Continuing with this dream of a ‘clean bathroom’, our project can be considered as an additional layer on previous matter, a site-specific installation or exhibition as a gift from five independent artists to Zöhre. We consider Zöhre a one-person audience and we devote our work uniquely to her private view. Zöhre has worked and lived with her family in Fittja for forty years but just like a large part of the population of Fittja she was born elsewhere – in Kulu, a small town in central Turkey. According to Slavoj Žižek the history and the shape of the toilet could be a reflection of national identity as well as being ideological – and the way we use it may reflect an entire society. Through the toilet and the bathroom – the smallest part of our domestic space – we want to rethink the notion of modern architecture, progress and regression, rituals of purification and modernist hygienic arguments; we are also looking for hybrid identities where different taboos, rituals, habits and cultures meet and the social protocol is shaped by this intimate space. 1.

SUPERFITTJA was a group exhibition with students from KTH –

School of Architecture that took place in Botkyrka konsthall, 28 May – 30 August 2014.

2013 / 2014

The starting-point for our work was the critical view on an existing context and tactics already produced.
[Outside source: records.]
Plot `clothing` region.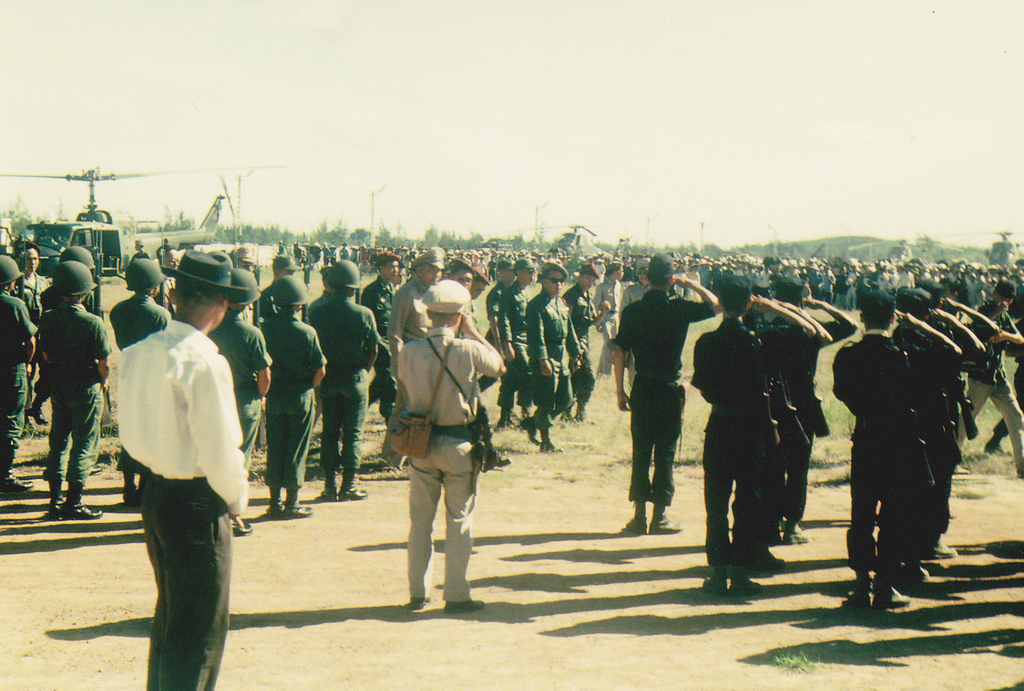
Plotted at select_region(794, 314, 849, 514).
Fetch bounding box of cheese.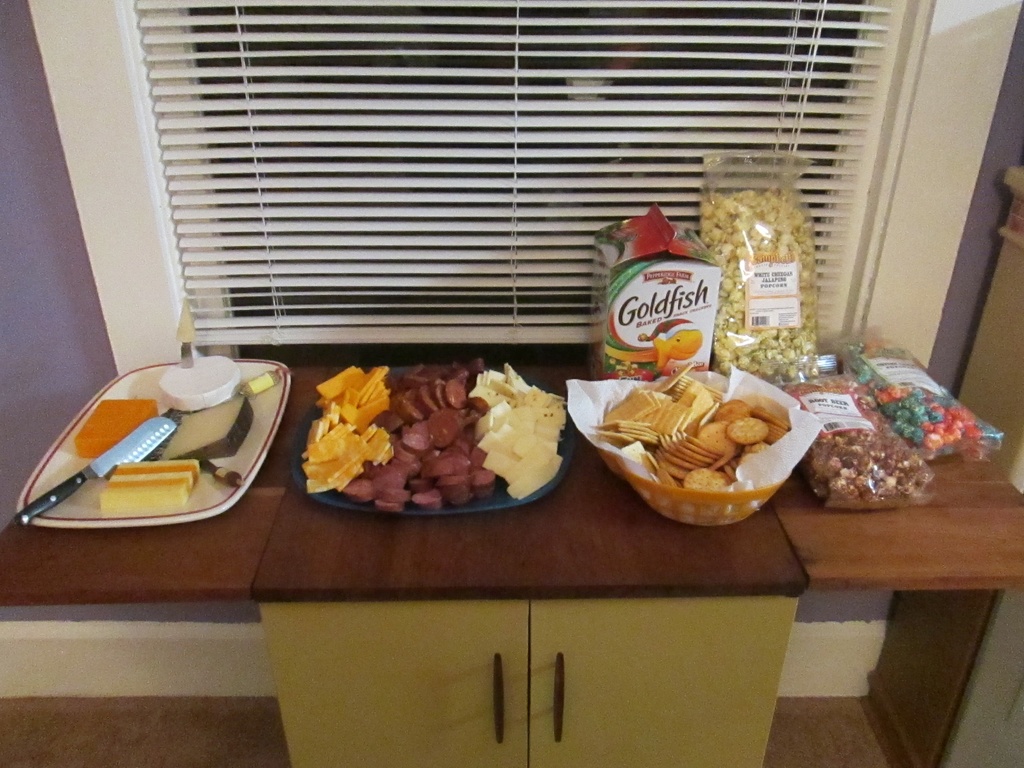
Bbox: x1=100, y1=459, x2=204, y2=508.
Our aim was not to invent or produce new knowledge but to reinterpret and add another layer to an already existing frame. During our residency, research and meetings with local artists and architects we discovered the publication SUPERFITTJA, an archive of artistic and architectural works dealing with different aspects of Fittja.1 The majority of the projects presented in the publication refer to the ideas of the sixties and seventies, like the utopias formulated by the influential architecture firm Superstudio; a dream of finding big solutions through the analysis of patterns, structures, flows and rules. The only project that focused on the human aspects and personal history was a work by Astrid Linnér called Meeting Zöhre, which, instead of analyzing buildings, focused on one person: “I have been working with Zöhre as an architect, redrawing her apartment. I did not find spectacular architectural dreams. I found out that the basic standards are very low and that she dreams of a clean bathroom.”